Derek glanced at Priya. Something passed between them that I had been expecting.

'Could we see her reel?' he asked.

'I'll have it to you by end of day,' I said.

Jade signed with Meridian eleven days later. The contract went through my office. Nolan never saw the invoice. He never asked. Business details had always been my department.

---

The attorney's name was Claire Sung, and her office was in a building on Lexington that had no connection to any firm Nolan had ever used. I had found her through a contact I'd made at a lunch in the West Village — a media lawyer who had mentioned Claire's name in the context of someone else's restructuring, and I had written it down that night in the green notebook.

Claire was precise and unhurried. She asked good questions and did not ask unnecessary ones. On our third meeting, she slid a document across her desk and said, 'This is the amendment language for the Holloway renewal. It's subtle. It ties the client relationship to the managing executive rather than the named talent. Standard enough that it won't raise flags, but it holds up.'

I read it twice. Then I said, 'Good.'

Over the following months, I brought her contract after contract. Renewals, amendments, small restructurings that individually looked like routine housekeeping. Nolan signed each one at the kitchen island, usually while checking his phone, usually without looking up. He had never read the fine print. That had always been my job.
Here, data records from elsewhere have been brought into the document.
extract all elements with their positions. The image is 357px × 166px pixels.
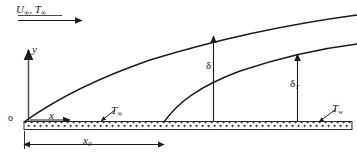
y-axis-label: y — [32, 44, 37, 55]
unheated-length-label: x0 — [83, 135, 91, 148]
thermal-thickness-label: δT — [290, 78, 299, 91]
velocity-thickness-label: δ — [206, 60, 211, 71]
wall-temperature-label: Tw — [332, 103, 343, 116]
ambient-temperature-label: T∞ — [111, 105, 122, 118]
thermal-thickness-subscript: T — [295, 83, 299, 90]
thermal-boundary-layer-curve — [164, 44, 357, 122]
origin-label: o — [8, 113, 13, 123]
x-axis-label: x — [49, 110, 54, 121]
diagram-canvas — [0, 0, 357, 166]
ambient-temperature-subscript: ∞ — [117, 110, 122, 118]
velocity-boundary-layer-curve — [24, 15, 357, 122]
freestream-label: U∞, T∞ — [16, 4, 46, 17]
freestream-velocity-symbol: U — [16, 3, 24, 15]
unheated-length-subscript: 0 — [88, 140, 91, 147]
wall-temperature-subscript: w — [338, 108, 343, 115]
flat-plate — [24, 122, 352, 130]
freestream-temperature-subscript: ∞ — [41, 9, 46, 17]
boundary-layer-figure: U∞, T∞ y o x T∞ Tw δ δT x0 — [0, 0, 357, 166]
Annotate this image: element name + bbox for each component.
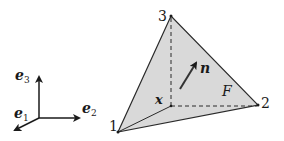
origin-x-label: x [154,92,163,107]
axis-e1-label: e1 [14,105,29,123]
normal-n-label: n [200,60,210,76]
vertex-2-dot [257,104,260,107]
vertex-3-label: 3 [158,8,167,24]
axis-e3-label: e3 [15,67,30,85]
vertex-2-label: 2 [261,95,270,111]
face-f-label: F [221,83,233,99]
vertex-3-dot [170,15,173,18]
vertex-x-dot [170,105,173,108]
face-f [118,16,258,132]
axis-e2-label: e2 [82,100,97,118]
tetrahedron-diagram: 3 2 1 x n F e3 e2 e1 [0,0,284,141]
vertex-1-label: 1 [109,118,118,134]
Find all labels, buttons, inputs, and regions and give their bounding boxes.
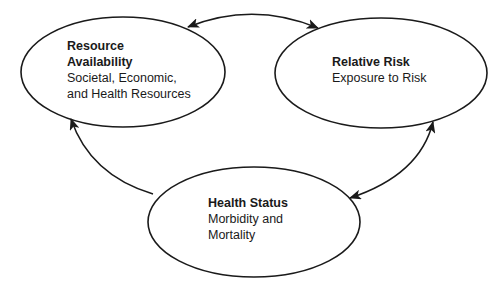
relative-risk-sub: Exposure to Risk xyxy=(332,70,426,86)
relative-risk-title: Relative Risk xyxy=(332,54,426,70)
resource-availability-title-1: Resource xyxy=(67,38,191,54)
health-status-sub-1: Morbidity and xyxy=(208,211,288,227)
health-status-title: Health Status xyxy=(208,195,288,211)
relative-risk-label: Relative Risk Exposure to Risk xyxy=(332,54,426,86)
resource-availability-sub-1: Societal, Economic, xyxy=(67,70,191,86)
resource-availability-title-2: Availability xyxy=(67,54,191,70)
arrow-health-to-resource xyxy=(71,119,153,194)
resource-availability-label: Resource Availability Societal, Economic… xyxy=(67,38,191,102)
health-status-sub-2: Mortality xyxy=(208,227,288,243)
arrow-resource-relative-risk xyxy=(188,14,318,28)
resource-availability-sub-2: and Health Resources xyxy=(67,86,191,102)
arrow-relative-risk-health xyxy=(350,122,433,198)
health-status-label: Health Status Morbidity and Mortality xyxy=(208,195,288,243)
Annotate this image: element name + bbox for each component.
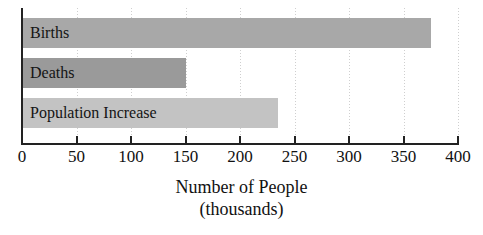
gridline [458,8,459,142]
tick-label: 150 [173,147,199,167]
tick-mark [76,136,78,144]
bar-label: Births [30,18,69,48]
tick-mark [294,136,296,144]
y-axis-line [21,8,23,144]
bar-label: Population Increase [30,98,157,128]
tick-mark [185,136,187,144]
bar-chart: BirthsDeathsPopulation Increase 05010015… [0,0,483,235]
bar-births[interactable] [22,18,431,48]
plot-area: BirthsDeathsPopulation Increase [22,8,458,142]
tick-label: 300 [336,147,362,167]
x-axis-title-line2: (thousands) [0,198,483,220]
tick-mark [348,136,350,144]
x-axis-title-line1: Number of People [0,176,483,198]
tick-mark [130,136,132,144]
bar-row[interactable]: Deaths [22,58,458,88]
x-axis-title: Number of People (thousands) [0,176,483,220]
bar-row[interactable]: Births [22,18,458,48]
tick-mark [457,136,459,144]
tick-label: 350 [391,147,417,167]
bar-row[interactable]: Population Increase [22,98,458,128]
tick-label: 50 [68,147,85,167]
tick-label: 400 [445,147,471,167]
tick-label: 100 [118,147,144,167]
tick-label: 250 [282,147,308,167]
tick-mark [403,136,405,144]
tick-mark [239,136,241,144]
tick-label: 0 [18,147,27,167]
tick-mark [21,136,23,144]
tick-label: 200 [227,147,253,167]
bar-label: Deaths [30,58,74,88]
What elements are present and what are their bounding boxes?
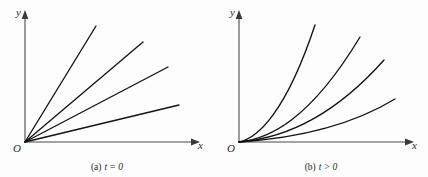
panel-b-y-axis-label: y xyxy=(230,7,235,18)
panel-b-x-axis-label: x xyxy=(412,140,417,151)
panel-a-caption: (a)t = 0 xyxy=(0,162,214,173)
panel-b-caption-tag: (b) xyxy=(305,162,316,172)
two-panel-figure: y x O (a)t = 0 y x O (b)t > 0 xyxy=(0,0,428,177)
panel-a-y-axis-label: y xyxy=(16,7,21,18)
panel-a-x-axis-label: x xyxy=(198,140,203,151)
curve-1-shallow xyxy=(239,99,395,142)
y-axis-arrowhead xyxy=(22,10,29,19)
ray-1-shallow xyxy=(25,105,179,142)
panel-a-origin-label: O xyxy=(13,143,21,154)
ray-4-steep xyxy=(25,26,96,142)
panel-b: y x O (b)t > 0 xyxy=(214,0,428,177)
ray-3 xyxy=(25,42,143,142)
panel-b-origin-label: O xyxy=(227,143,235,154)
panel-b-caption: (b)t > 0 xyxy=(214,162,428,173)
ray-2 xyxy=(25,67,168,142)
panel-a: y x O (a)t = 0 xyxy=(0,0,214,177)
panel-a-caption-expression: t = 0 xyxy=(104,162,123,172)
panel-a-caption-tag: (a) xyxy=(91,162,102,172)
panel-b-plot xyxy=(214,0,428,155)
panel-a-plot xyxy=(0,0,214,155)
panel-b-caption-expression: t > 0 xyxy=(319,162,338,172)
y-axis-arrowhead xyxy=(236,10,243,19)
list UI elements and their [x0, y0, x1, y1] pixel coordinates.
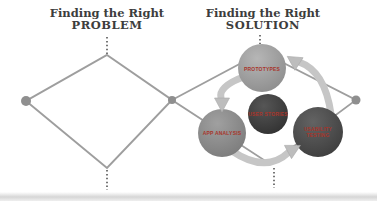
problem-title: Finding the Right PROBLEM	[37, 7, 177, 31]
center-junction-dot	[168, 96, 176, 104]
arrowhead-into-prototypes	[283, 50, 303, 70]
arc-usability-to-prototypes	[299, 62, 331, 114]
problem-title-line2: PROBLEM	[37, 19, 177, 31]
problem-diamond	[26, 55, 172, 168]
left-corner-dot	[21, 96, 31, 106]
usability-testing-circle	[293, 107, 343, 157]
app-analysis-circle	[198, 109, 246, 157]
solution-title: Finding the Right SOLUTION	[193, 7, 333, 31]
solution-title-line2: SOLUTION	[193, 19, 333, 31]
double-diamond-diagram: Finding the Right PROBLEM Finding the Ri…	[0, 0, 377, 201]
right-corner-dot	[352, 96, 361, 105]
prototypes-circle	[238, 44, 286, 92]
page-fold-shadow	[0, 192, 377, 201]
user-stories-circle	[248, 94, 288, 134]
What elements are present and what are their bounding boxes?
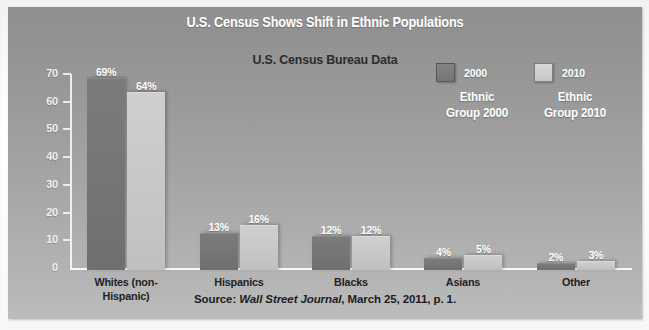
bar[interactable] [240, 225, 278, 270]
bar-group: 12%12% [291, 76, 411, 270]
page-title: U.S. Census Shows Shift in Ethnic Popula… [46, 14, 604, 30]
source-prefix: Source: [194, 293, 239, 305]
bar[interactable] [424, 258, 462, 270]
x-label-line: Whites (non- [95, 276, 158, 288]
chart-legend: 2000 2010 Ethnic Group 2000 Ethnic Group… [428, 63, 624, 121]
bar-group: 69%64% [66, 76, 186, 270]
y-axis-tick-label: 40 [24, 151, 58, 162]
legend-label-2010-line1: Ethnic [558, 90, 592, 104]
x-axis-category-label: Hispanics [182, 275, 295, 289]
legend-swatch-2010-icon [534, 63, 553, 82]
source-note: Source: Wall Street Journal, March 25, 2… [8, 293, 642, 305]
bar-value-label: 3% [571, 249, 621, 261]
bar-wrapper: 16% [240, 76, 278, 270]
y-axis-tick-label: 20 [24, 207, 58, 218]
bar-value-label: 5% [458, 243, 508, 255]
legend-entry-2010: 2010 [526, 63, 624, 82]
bar[interactable] [537, 263, 575, 270]
chart-page: U.S. Census Shows Shift in Ethnic Popula… [0, 0, 649, 330]
source-journal: Wall Street Journal [239, 293, 341, 305]
x-axis-category-label: Asians [407, 275, 520, 289]
y-axis-tick-label: 60 [24, 96, 58, 107]
legend-entry-2000: 2000 [428, 63, 526, 82]
bar[interactable] [352, 236, 390, 270]
x-axis-category-label: Blacks [295, 275, 408, 289]
legend-label-2010-line2: Group 2010 [544, 106, 606, 120]
bar-wrapper: 12% [352, 76, 390, 270]
y-axis-tick-label: 70 [24, 68, 58, 79]
bar-value-label: 16% [234, 213, 284, 225]
bar[interactable] [312, 236, 350, 270]
y-axis-tick-label: 50 [24, 123, 58, 134]
legend-label-2000-line1: Ethnic [460, 90, 494, 104]
bar-wrapper: 12% [312, 76, 350, 270]
y-axis-tick-label: 10 [24, 234, 58, 245]
x-label-line: Asians [446, 276, 480, 288]
y-axis-tick [63, 73, 71, 75]
x-label-line: Other [562, 276, 590, 288]
x-label-line: Hispanics [214, 276, 263, 288]
bar[interactable] [87, 78, 125, 270]
x-axis-category-label: Other [519, 275, 632, 289]
bar[interactable] [577, 261, 615, 270]
bar-value-label: 12% [346, 224, 396, 236]
legend-label-2000: Ethnic Group 2000 [431, 89, 522, 121]
bar-value-label: 69% [81, 66, 131, 78]
source-suffix: , March 25, 2011, p. 1. [341, 293, 456, 305]
legend-label-2000-line2: Group 2000 [446, 106, 508, 120]
legend-year-2010: 2010 [562, 67, 585, 79]
bar[interactable] [200, 233, 238, 270]
bar-wrapper: 69% [87, 76, 125, 270]
legend-swatch-2000-icon [436, 63, 455, 82]
bar[interactable] [127, 92, 165, 270]
x-label-line: Blacks [334, 276, 368, 288]
legend-label-2010: Ethnic Group 2010 [529, 89, 620, 121]
legend-names-row: Ethnic Group 2000 Ethnic Group 2010 [428, 89, 624, 121]
bar[interactable] [464, 255, 502, 270]
chart-panel: U.S. Census Shows Shift in Ethnic Popula… [8, 7, 642, 319]
bar-wrapper: 64% [127, 76, 165, 270]
legend-swatch-row: 2000 2010 [428, 63, 624, 82]
bar-wrapper: 13% [200, 76, 238, 270]
y-axis-tick-label: 0 [24, 262, 58, 273]
y-axis-tick-label: 30 [24, 179, 58, 190]
bar-group: 13%16% [179, 76, 299, 270]
legend-year-2000: 2000 [464, 67, 487, 79]
bar-value-label: 64% [121, 80, 171, 92]
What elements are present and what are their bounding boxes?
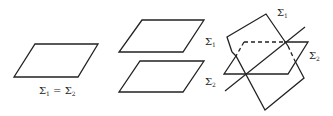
panel-parallel (119, 20, 204, 92)
label-intersecting-sigma1: Σ1 (277, 8, 288, 19)
label-intersecting-sigma2: Σ2 (309, 51, 320, 62)
label-sigma: Σ (65, 85, 72, 96)
plane-sigma1-lower (232, 52, 304, 110)
panel-coincident (14, 44, 98, 77)
label-coincident: Σ1 = Σ2 (39, 86, 76, 97)
plane-sigma1 (119, 20, 204, 52)
label-parallel-sigma2: Σ2 (205, 77, 216, 88)
label-parallel-sigma1: Σ1 (205, 37, 216, 48)
plane-sigma1-hidden-edge (288, 46, 294, 59)
label-subscript: 1 (284, 12, 288, 19)
label-subscript: 2 (212, 81, 216, 88)
label-subscript: 2 (316, 55, 320, 62)
plane-sigma2 (119, 61, 204, 92)
panel-intersecting (224, 14, 308, 110)
plane-sigma2-hidden-edge-left (236, 42, 244, 56)
label-subscript: 2 (72, 90, 76, 97)
label-subscript: 1 (212, 41, 216, 48)
plane-sigma1-sigma2 (14, 44, 98, 77)
plane-sigma1 (227, 14, 288, 52)
label-equals: = (50, 85, 65, 96)
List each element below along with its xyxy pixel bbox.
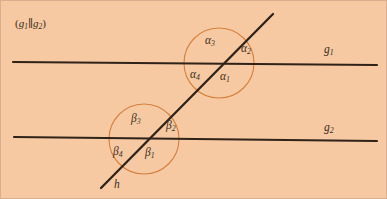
angle-label-alpha1: α1	[220, 71, 230, 84]
line-g2	[14, 137, 377, 141]
angle-label-alpha3: α3	[205, 35, 215, 48]
angle-label-beta1: β1	[145, 147, 155, 160]
alpha3-sub: 3	[211, 39, 215, 48]
line-h-transversal	[101, 14, 273, 188]
parallel-condition-note: (g1∥g2)	[15, 18, 46, 31]
label-line-g1: g1	[324, 44, 334, 57]
label-line-g2: g2	[324, 122, 334, 135]
label-line-h: h	[114, 179, 120, 191]
beta3-sub: 3	[137, 117, 141, 126]
angle-label-beta3: β3	[131, 113, 141, 126]
alpha1-sub: 1	[226, 75, 230, 84]
alpha4-sub: 4	[196, 73, 200, 82]
close-paren: )	[42, 17, 46, 29]
angle-label-alpha4: α4	[190, 69, 200, 82]
alpha2-sub: 2	[247, 47, 251, 56]
geometry-figure: (g1∥g2) g1 g2 h α1 α2 α3 α4 β1 β2 β3 β4	[0, 0, 387, 199]
beta1-sub: 1	[151, 151, 155, 160]
label-g2-sub: 2	[330, 126, 334, 135]
angle-label-beta2: β2	[166, 120, 176, 133]
line-g1	[13, 62, 377, 65]
angle-label-beta4: β4	[113, 146, 123, 159]
beta4-sub: 4	[119, 150, 123, 159]
label-g1-sub: 1	[330, 48, 334, 57]
diagram-canvas	[1, 1, 387, 199]
beta2-sub: 2	[172, 124, 176, 133]
angle-label-alpha2: α2	[241, 43, 251, 56]
label-h-base: h	[114, 178, 120, 190]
I watched him sign his name and felt nothing in particular. Just the quiet, functional satisfaction of a task completed correctly.

---

I found the texts on a Thursday evening.

Nolan had left his tablet on the kitchen counter, screen still lit, while he went to answer the door for a food delivery. I wasn't looking for anything. I was reaching past it for my coffee mug. But the screen was right there, and the name at the top of the thread was Dana, and the last message was visible before I had made any decision about whether to read it.

I read it.

Then I read the ones above it. Not all of them. Enough.

Dana Holt. Twenty-three. Editorial intern. The kind of messages that had a particular rhythm to them — the rhythm of something that had already moved past flirtation and was now in the process of deciding what it wanted to be.

I put the tablet back exactly where it had been. Same angle. Same distance from the edge of the counter.

Nolan came back with the food. He asked if I was hungry. I said I'd eaten. He sat at the island and opened the containers and scrolled through something on his phone, and I stood at the window with my coffee and looked out at the city.

I thought about it the way I thought about most things now — not with feeling, but with calculation. The affair, if it became one, would keep him occupied. Distracted. Complacent. He would be focused on managing Dana, on the particular low-grade anxiety of a secret, on the performance of normalcy at home. He would not be paying attention to contract renewals or client relationships or the quiet, incremental restructuring of everything he thought he owned.

And every time I sat across from Claire Sung and signed my name to another amendment, every time I felt the faint pull of something that might have been guilt — I would remember the texts. The rhythm of them. The ease.

It would be enough.

I finished my coffee. Rinsed the mug. Set it on the drying rack.

Nolan was still at the island, eating, scrolling, entirely at home in a life he no longer understood.

I went to the office and opened the green notebook to a fresh page.